Entries provided: Begin
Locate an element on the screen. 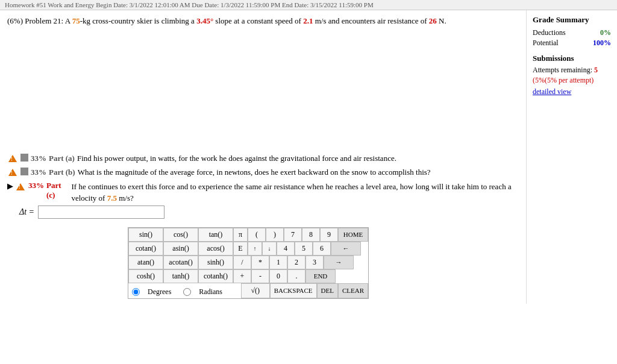 The height and width of the screenshot is (364, 617). deductions-row: Deductions 0% is located at coordinates (572, 33).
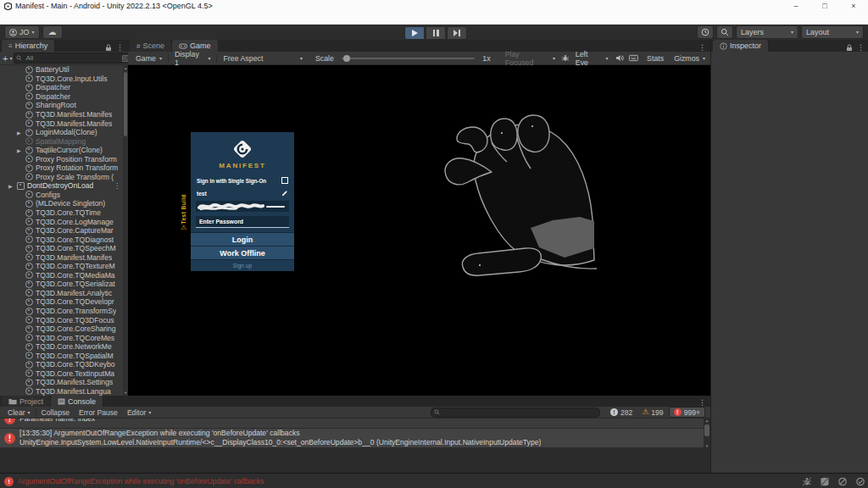 The height and width of the screenshot is (488, 868). What do you see at coordinates (61, 302) in the screenshot?
I see `hierarchy-item: ▶ TQ3D.Core.TQDevelopr ⋮` at bounding box center [61, 302].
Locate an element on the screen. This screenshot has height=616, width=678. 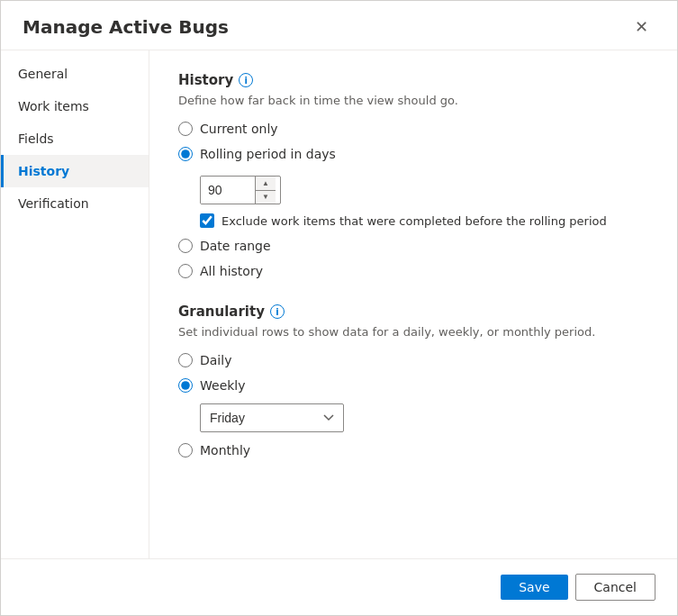
rolling-period-options: 90 ▲ ▼ Exclude work items that were comp… is located at coordinates (424, 202).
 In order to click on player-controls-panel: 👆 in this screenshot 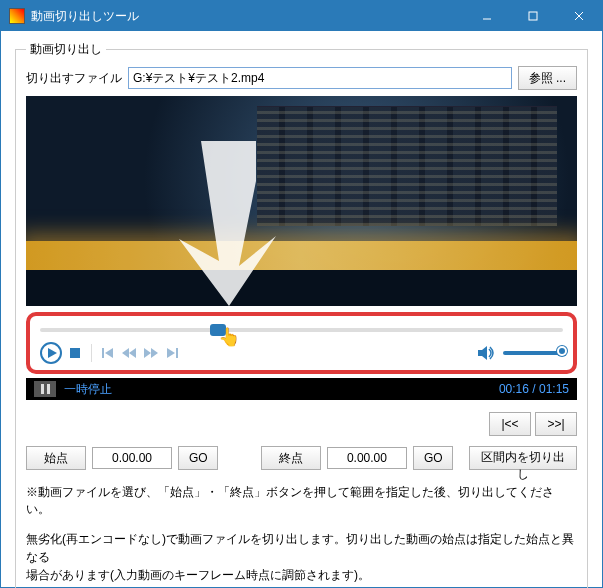, I will do `click(302, 343)`.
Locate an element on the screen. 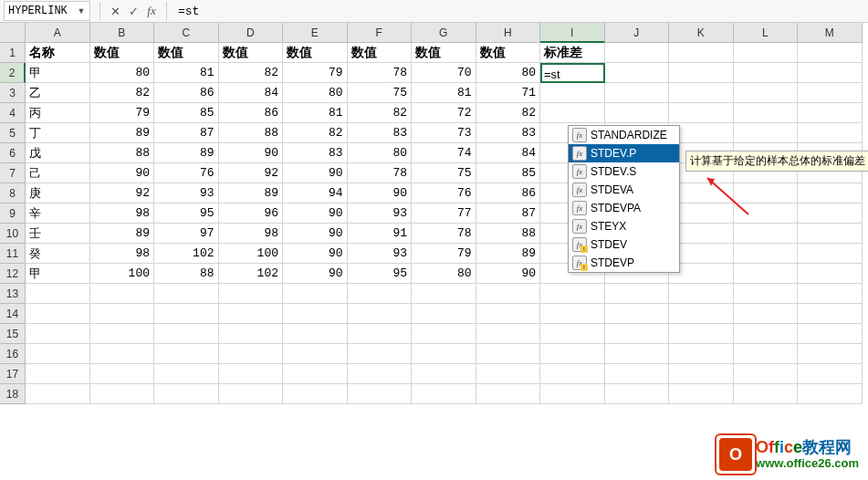 The image size is (868, 480). cell: 92 is located at coordinates (122, 193).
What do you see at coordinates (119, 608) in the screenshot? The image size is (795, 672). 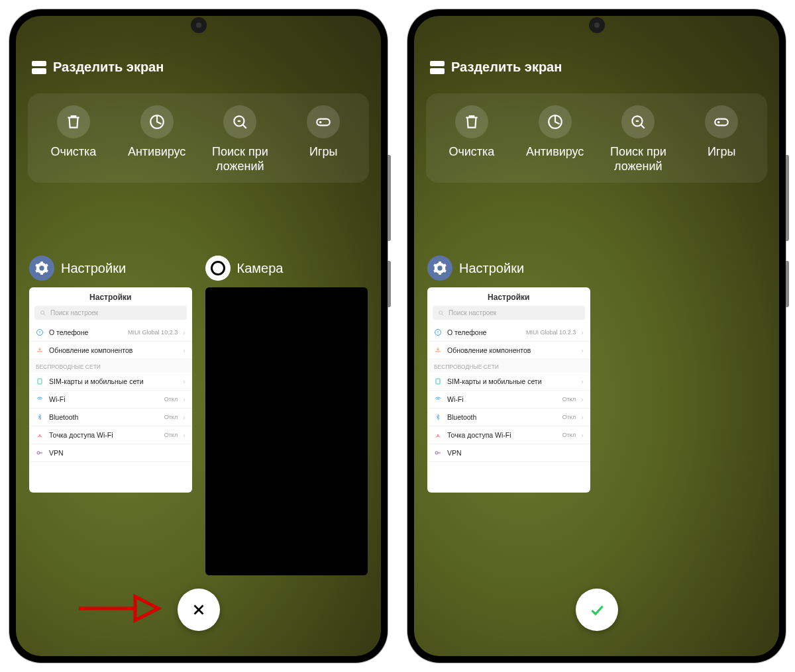 I see `annotation-arrow` at bounding box center [119, 608].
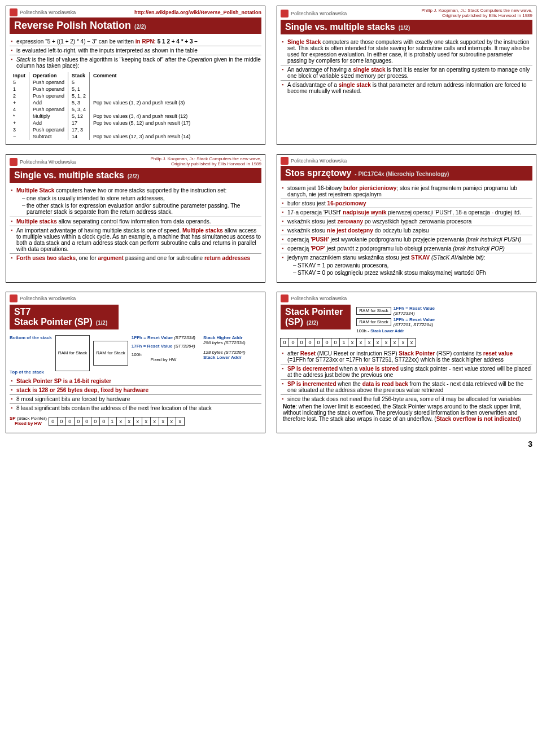 This screenshot has width=542, height=756. I want to click on slide-title: Single vs. multiple stacks(1/2), so click(406, 27).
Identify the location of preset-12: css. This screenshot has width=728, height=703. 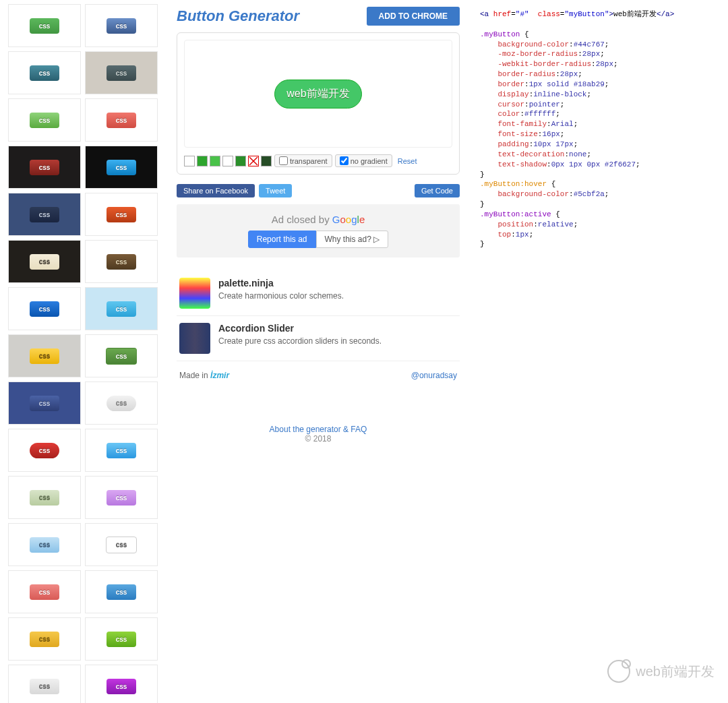
(44, 309).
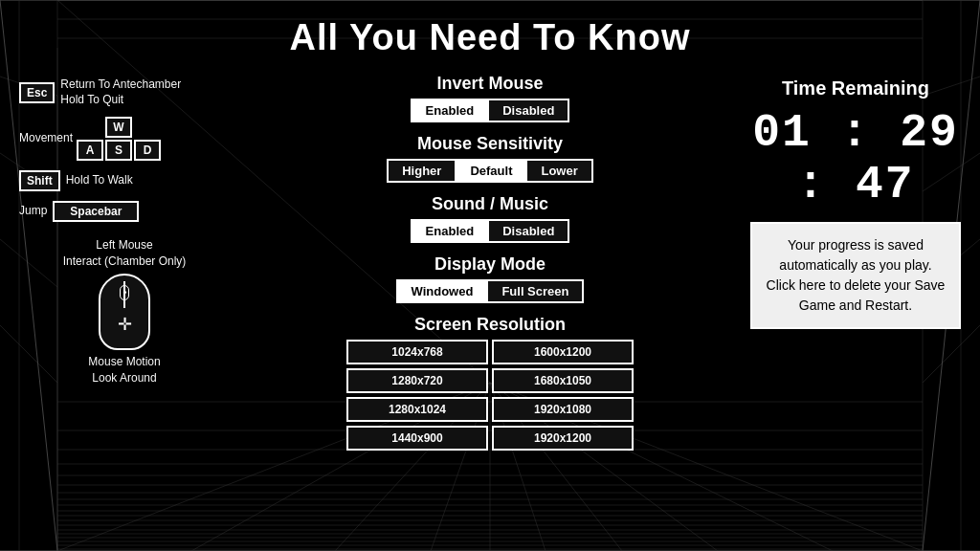 The height and width of the screenshot is (551, 980). Describe the element at coordinates (124, 293) in the screenshot. I see `scroll-dot` at that location.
Entries provided: End
- _Problem details_
From the line containing "Identify the location" down to the final line of the listing above, write out only those lines exactly as they are, minus the pictures.

- _Task answer_
Identify the location of preset-12: css. This screenshot has width=728, height=703. 
(44, 309).
 The height and width of the screenshot is (551, 980). Describe the element at coordinates (124, 293) in the screenshot. I see `scroll-dot` at that location.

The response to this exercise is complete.